The 2012 wildfire season is shaping up to be the one of the worst on record in the American West and there is little doubt that these wildfires are fueled by a changing climate. Warmer temperatures and changing precipitation patterns have made the region hotter and drier, turning our forests into the perfect fuel for enormous fires. Wildfires cost us billions of dollars and threaten our water and power supply, our homes, our health, and the lives of firefighters.

The impacts of climate change are no longer something we can ignore. They are happening now, and right in our own backyards. The National Climatic Data Center's monthly report, reports that the lower 48 states experienced their fifth wettest July on record. Yet, all of that rain has not helped to relieve drought conditions that affect more than 41 percent of the United States.
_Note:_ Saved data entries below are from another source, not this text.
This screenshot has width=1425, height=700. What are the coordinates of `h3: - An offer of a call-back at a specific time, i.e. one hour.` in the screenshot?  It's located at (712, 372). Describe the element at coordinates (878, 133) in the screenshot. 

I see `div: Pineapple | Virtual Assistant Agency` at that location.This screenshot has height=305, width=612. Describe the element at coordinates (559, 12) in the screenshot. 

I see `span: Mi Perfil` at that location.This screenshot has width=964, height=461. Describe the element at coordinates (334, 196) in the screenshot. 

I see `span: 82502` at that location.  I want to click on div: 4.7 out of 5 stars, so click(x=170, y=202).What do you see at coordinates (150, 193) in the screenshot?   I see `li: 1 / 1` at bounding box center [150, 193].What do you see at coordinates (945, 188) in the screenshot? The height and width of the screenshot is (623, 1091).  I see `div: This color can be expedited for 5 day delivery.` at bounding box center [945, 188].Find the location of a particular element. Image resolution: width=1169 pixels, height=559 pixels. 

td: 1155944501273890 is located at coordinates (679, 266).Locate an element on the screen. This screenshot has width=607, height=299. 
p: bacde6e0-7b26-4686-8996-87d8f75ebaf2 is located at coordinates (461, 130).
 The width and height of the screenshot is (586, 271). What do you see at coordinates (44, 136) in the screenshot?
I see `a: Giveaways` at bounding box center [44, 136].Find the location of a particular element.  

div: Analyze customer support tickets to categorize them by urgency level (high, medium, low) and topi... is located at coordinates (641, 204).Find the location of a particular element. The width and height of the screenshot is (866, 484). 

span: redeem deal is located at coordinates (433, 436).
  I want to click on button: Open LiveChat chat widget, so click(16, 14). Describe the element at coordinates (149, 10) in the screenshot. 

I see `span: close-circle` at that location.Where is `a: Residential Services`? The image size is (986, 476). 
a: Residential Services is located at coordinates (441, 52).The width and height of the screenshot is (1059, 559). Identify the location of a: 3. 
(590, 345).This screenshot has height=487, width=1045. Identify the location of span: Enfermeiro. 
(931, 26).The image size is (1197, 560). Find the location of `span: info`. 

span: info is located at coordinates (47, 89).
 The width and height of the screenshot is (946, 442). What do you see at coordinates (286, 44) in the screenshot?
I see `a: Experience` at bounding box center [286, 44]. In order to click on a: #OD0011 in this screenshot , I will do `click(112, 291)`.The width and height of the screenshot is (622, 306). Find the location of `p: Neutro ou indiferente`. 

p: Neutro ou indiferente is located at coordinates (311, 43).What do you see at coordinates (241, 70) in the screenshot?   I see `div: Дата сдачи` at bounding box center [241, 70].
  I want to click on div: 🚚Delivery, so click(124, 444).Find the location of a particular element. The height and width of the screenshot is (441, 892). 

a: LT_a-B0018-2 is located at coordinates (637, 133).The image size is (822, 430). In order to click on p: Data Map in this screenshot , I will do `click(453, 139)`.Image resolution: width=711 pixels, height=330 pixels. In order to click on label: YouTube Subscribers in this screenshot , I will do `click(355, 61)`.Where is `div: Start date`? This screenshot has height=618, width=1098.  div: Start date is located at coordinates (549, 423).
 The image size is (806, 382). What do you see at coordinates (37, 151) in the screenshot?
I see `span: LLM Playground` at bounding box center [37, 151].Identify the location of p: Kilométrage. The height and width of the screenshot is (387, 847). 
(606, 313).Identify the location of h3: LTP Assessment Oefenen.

Meanwhile, in the Northeast people are still rebuilding after Hurricane Sandy and dealing with the devastation and memories of lives lost that remain vividly alive one year later. Even cities that have escaped the worse of it are living with the reality that the cost of climate change affects us all. Rising seas are already backing up storm sewers in Miami Beach, flooding city streets at high tide, and leaving taxpayers with the bill.

If this is what we are facing today, what can we logically expect tomorrow? What kind of world can we truly expect to leave to our children and grandchildren? Unless we cut carbon pollution now, extreme weather events and impacts like these will only become more frequent in the future. It's time to awaken to the reality that climate change is happening now, and that we must own our actions and work together -- as a brother or sisterhood -- to solve this problem.

President Obama has chosen to awaken to this reality and face it head on with his new climate action plan. Obama's plan starts out strong, setting limits on carbon pollution from power plants -- the largest source of global warming pollution in the country -- while also boosting energy efficiency and improving fuel efficiency standards.

We know that even though climate change will impact the poor more seriously and more quickly than it will those who have greater means, ultimately it will affect us all. Climate change knows no borders, no race, and no social status. We can choose to tackle the problem together, or, as Dr. King said, "perish together as fools."

In the coming months and years we have a choice to support the President's plan to tackle climate change or be distracted. Big polluters would, of course, prefer we remain asleep rather than awaken to the reality that this is a battle against pollution and its impacts on our kids, our homes, our livelihoods and our future. Winning that battle requires action, awareness, and unity.

It's time to stand together again because while we may adapt and build resilience, we can't buy our way out of this crisis. We owe it to future generations to stand up for a world that can sustain us, with clean air to breathe and clean water to drink, and the stability we need to build safe communities. The world is indeed our neighborhood. Let's come together and protect it.